Beijing's victimization of Xu will, in the short-term, send a chill through China's already cowed and besieged community of human rights defenders and civil society activists, and prompt an already cautious Chinese citizenry to second-guess the already blurred grey lines between acceptable dissent and government perceptions of criminality. In the longer term, however, the divide between Xu and Xi is that between competing visions for China's future -- and the imprisoned Xu has not yet lost. President Xi has articulated what he calls a "Chinese dream" in which the government fosters "national rejuvenation for the Chinese people." That vague phrase, implicitly linked to a continuation of the Chinese Communist Party's 65 year monopoly on power, has been more of a source of confusion than inspiration. Meanwhile, Xu Zhiyong's vision, contained in a written statement which court officials forbade him from reading in its entirety during his trial, is a more concrete and fulsome one, focusing on individual rights and a government that serves the people.

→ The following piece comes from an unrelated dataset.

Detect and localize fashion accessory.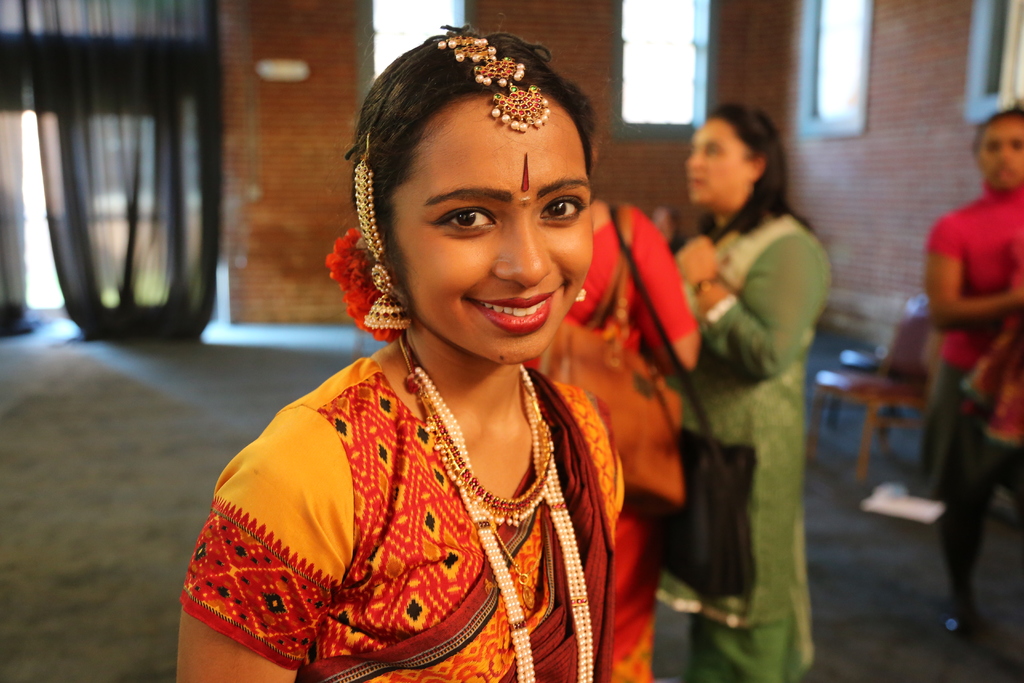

"What the New Citizens Movement advocates," the statement explains, "is for each and every Chinese national to act and behave as a citizen, to accept our roles as citizens and masters of our country -- and not to act as feudal subjects, remain complacent," or " accept mob rule or a position as an underclass." It's a vision that makes Xu, and the many other Chinese activists with similar beliefs, so frightening to China's powers-that-be. 

Phelim Kine is deputy Asia director at Human Rights Watch.